Talk:Paper - Persistent opening of anterior cloacal depression (1938)

From Embryology

192

ANATOMICAL NOTES

PERSISTENT OPENING OF ANTERIOR CLOACAL DEPRESSION

By M. AMIN Assistant Professor of Anatomy, Cairo

Tue condition of parts described in this paper seems worthy of record. The subject was a 12-year-old girl, examined by me in March 1937. Physical examination revealed complete absence of a perineal anus (Fig. 1, 10), well-formed labia majora et minora (Fig. 1,5 and 3), an intact but abnormally situated hymen (Fig. 1,9), and an anomalous anal orifice (Fig. 1, 8) opening backwards from the vulval cleft and partially overlapped by the hymen. Through this anomalous anal opening the bowel discharged involuntarily. The urinary meatus (Fig. 1, 4) and clitoris (Fig. 1, 2) are normal, likewise the vaginal orifice (Fig. 1, 6); the posterior vaginal wall is interrupted by the unusual termination of the gut, the thick margin of tissue between this anomalous aperture and the vaginal opening is somewhat suggestive of the embryonic septum which divides the cloaca into rectum and urogenital sinus.


Fig. 1. Anomalous anal termination, showing (1) mons veneris, (2) clitoris, (3) labia minora, (4) urinary meatus, (5) labia majora, (6) vaginal orifice, (7) septum between vaginal and abnormal anal orifices, (8) abnormal anal opening, (9) fold regarded as hymen, (10) usual site of anus, imperforate and prominent.

The habitual involuntary discharge of bowel contents through this vaginal anus supports the views enunciated by Popowsky (1899) concerning the development of the perineal sphincteric musculature. Popowsky held that the m. sphincter ani externus and the m. sphincter sinus urogenitalis both derive from a common subcutaneous primordium, and that their differentiation is entirely dependent upon complete division of the cloacal aperture into anal and urogenital orifices. The absence, in the present case, of a perineal anus presumably prevented such differentiation, Anatomical Notes 193

recalling the condition of affairs typical of certain marsupials, where anal and urogenital apertures, opening into an ectodermal cloaca, are guarded by a common sphincter. Defective growth of the cloacal septum is held responsible for the present malformation: the septum has failed to reach the cloacal membrane, for had it done so either a normal or an imperforate anus would have resulted. The septum, and with it the anal canal, has grown forwards instead of backwards and so the latter has opened directly through the posterior wall of the urogenital sinus.
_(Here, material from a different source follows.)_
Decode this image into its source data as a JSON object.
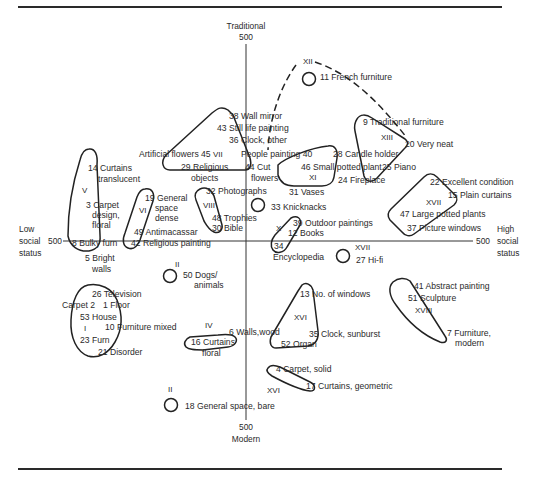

A similar case recorded by MacKenzie (1906) in a much younger child was interpreted by Robinson as an example of ‘“‘anal canal opening into a cloaca”: Keith (1933) regards such cases as examples of the ‘“‘ancient cloacal orifice of the reectum”’. Cases described by Reichel (1888) and others, however, differ somewhat from the present one: in them the rectum terminates normally, but a tendency towards an anterior cloacal termination is evidenced by a small canal connecting the rectum with the vestibule immediately behind the hymen. Somewhat similar are those further cases possessing a small but normally situated anal orifice, wherein the rectum communicates with the vestibule or the male urethra. In all such, a defective cloacal septum plays a causative part.

The curious position, in the present instance, of the fold regarded as hymen (Fig. 1, 9) is noteworthy, for its disposition might be held to suggest its derivation from the urogenital sinus only, or from surface mesoderm in good part. This view is supported by cases recorded by Pozzi (quoted by Wood Jones) which boasted a hymen but no vagina (the latter being represented by a small blind pocket derived from the urogenital sinus), and by cases described by Wood Jones (1927) of (a) single hymen with double vagina, (b) single hymen common to vaginal and urethal orifices. According to Wood Jones (1927) the hymen is formed from the mesoderm interposed between the surface and the bulbar apex of the downgrowing vaginal cords. Bloomfield and Frazer conclude, however, that the hymen is produced by the contact of vaginal and urogenital sinus structures. The presumptive hymen in the case herein detailed lies above the anomalous anal orifice, and thus separates it from the vaginal aperture: it is therefore unrelated to the contact site of Mullerian tubercle and urogenital sinus. Its attempted interpretation reveals a divergence of views con cerning hymeneal development and emphasizes the need for further research in this matter.

REFERENCES

Kerrtn, A. (1933). Human Embryology and Morphology, 5th ed. p. 434. MacKenzig, F. S. (1906). J. Anat. Physiol. vol. xi, pp. 409-11. Popowsk1, J. (1899). Anat. Hefte, Bd. xu.

REIcHEL, P. (1888). Geburtsh. Gynak. Bd. xiv, S. 82-94.

Woop Jonss, F. (1927). J. Anat., Lond., vol. Lxm, pp. 25-31.